PHOTOGRAPHS TAKEN in remote parts of the west of Ireland between 1891 and 1900, are to be displayed in public for the first time in The Irish Headhunter exhibition which opens on May 3rd in the Blasket Centre in Dunquin.
The pictures were taken by Dublin GP and anthropologist Charles R Browne, who was instrumental in developing anthropology in TCD’s anatomy department.
Dr Browne surveyed communities on the western seaboard in a series of studies, starting with the Aran Islands, using the so-called anthropometric methods of the time to measure and classify humans and “racial types”.
Sliding rules, steel tapes and “craniometers” were used to gauge the circumference of the heads of his often unwilling subjects: methods that seem repellent to modern sensibilities, as Jane Maxwell says in the catalogue.
“Alive or dead, the head of the Irish peasant was a source of intense interest to Browne and his associates,” writes curator Ciarán Walsh in his introduction.
“The taking of skulls recorded in the photographs and ethnographies makes the evidence of headhunting in the west of Ireland the most striking aspect of the albums.”
These images and eyewitness accounts, however, give a valuable snapshot of the lives of rural people: their houses, their dress and modes of transport. Most importantly, their names are recorded – very significant in small, tight-knit communities, although a portrait of Inishbofin schoolmaster Myles Joyce and his daughter neglects to give her name, a telling omission.
The first photographs of the people of the Great Blasket are included along with the rugged people self-described as the “kings” of North Iniskea, Inishark and Clare Islands.
Dáithí de Mórdha of the Dunquin Centre identified Tomás Ó Criomhthain, author of The Islandman, in one photograph.
Dr Browne, born in 1857 in Co Tipperary, the son of a school inspector, graduated from TCD in 1893. He began his studies in the west with professor of zoology AC Haddon of TCD and later had a surgery in Harcourt Street.
He died in Cornwall in 1931 and his daughter Gwendoline gave the photographic albums to Trinity in 1997, shortly before her death.
The exhibition will later travel to Inis Oírr, Eanach Mheáin, Castlebar, Cambridge University and Dublin.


Task details: Starting at the line with "Image resolution: width=460", return every line through the final one of the data, word for word. Pictures stay out.

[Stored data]
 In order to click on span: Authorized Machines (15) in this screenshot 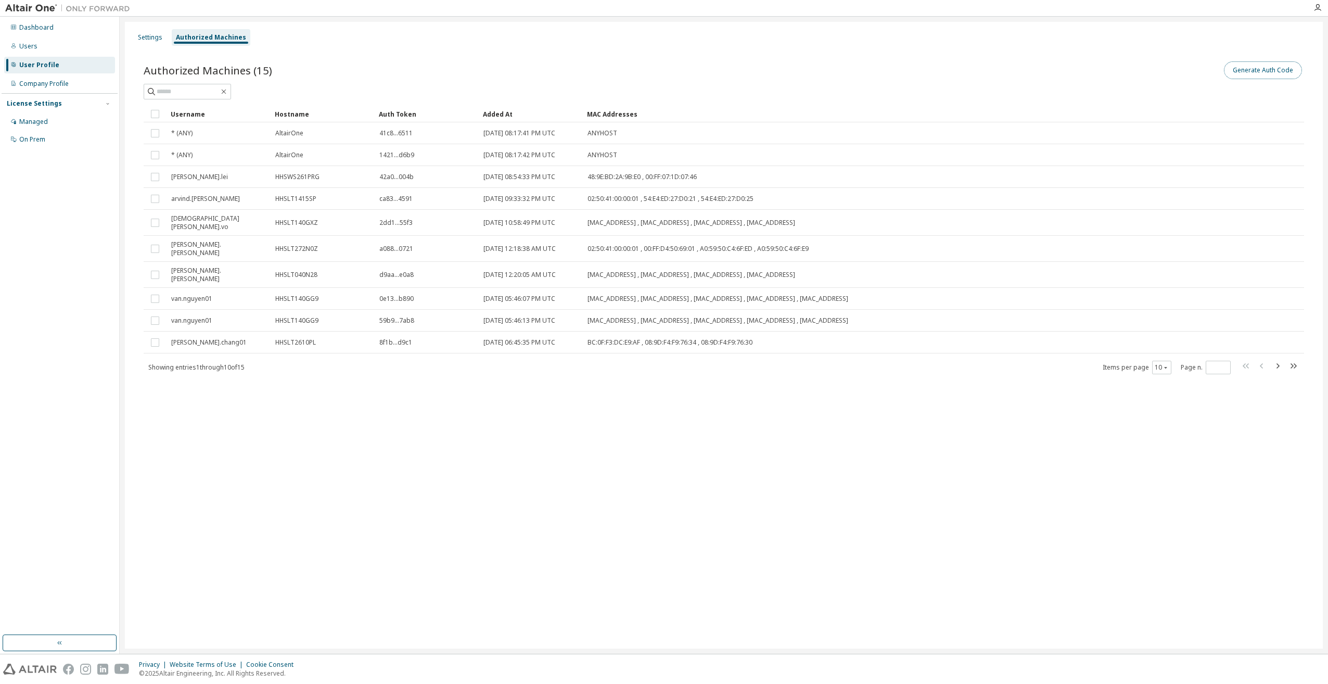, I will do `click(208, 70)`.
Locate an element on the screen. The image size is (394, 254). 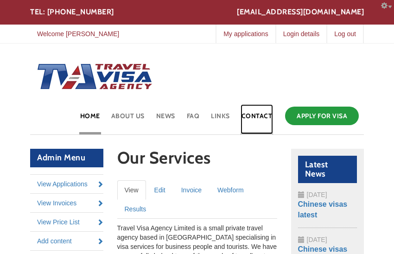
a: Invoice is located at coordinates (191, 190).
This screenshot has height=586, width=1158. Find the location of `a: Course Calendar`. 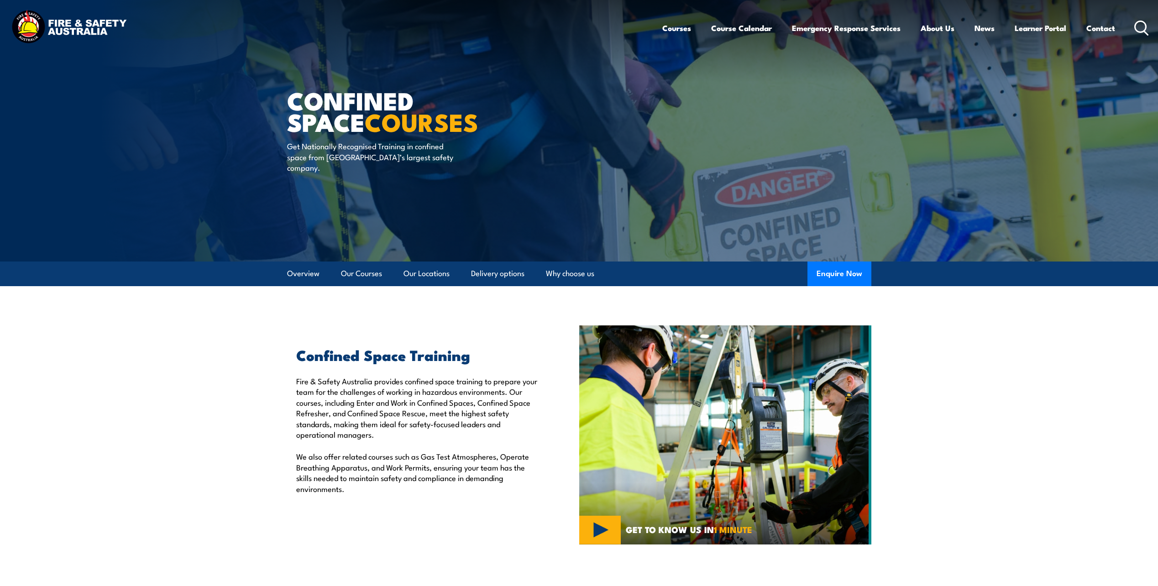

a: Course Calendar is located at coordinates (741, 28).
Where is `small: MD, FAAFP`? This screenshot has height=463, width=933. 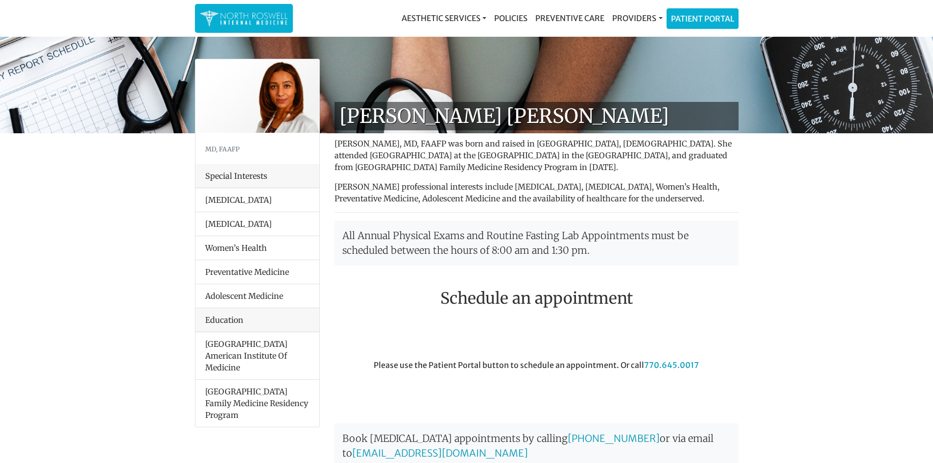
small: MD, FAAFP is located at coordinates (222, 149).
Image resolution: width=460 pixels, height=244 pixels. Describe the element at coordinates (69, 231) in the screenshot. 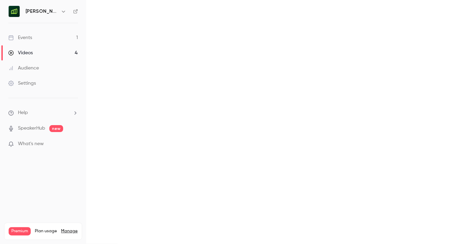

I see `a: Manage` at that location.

Exercise solution:
Image resolution: width=460 pixels, height=244 pixels. Describe the element at coordinates (69, 231) in the screenshot. 

I see `a: Manage` at that location.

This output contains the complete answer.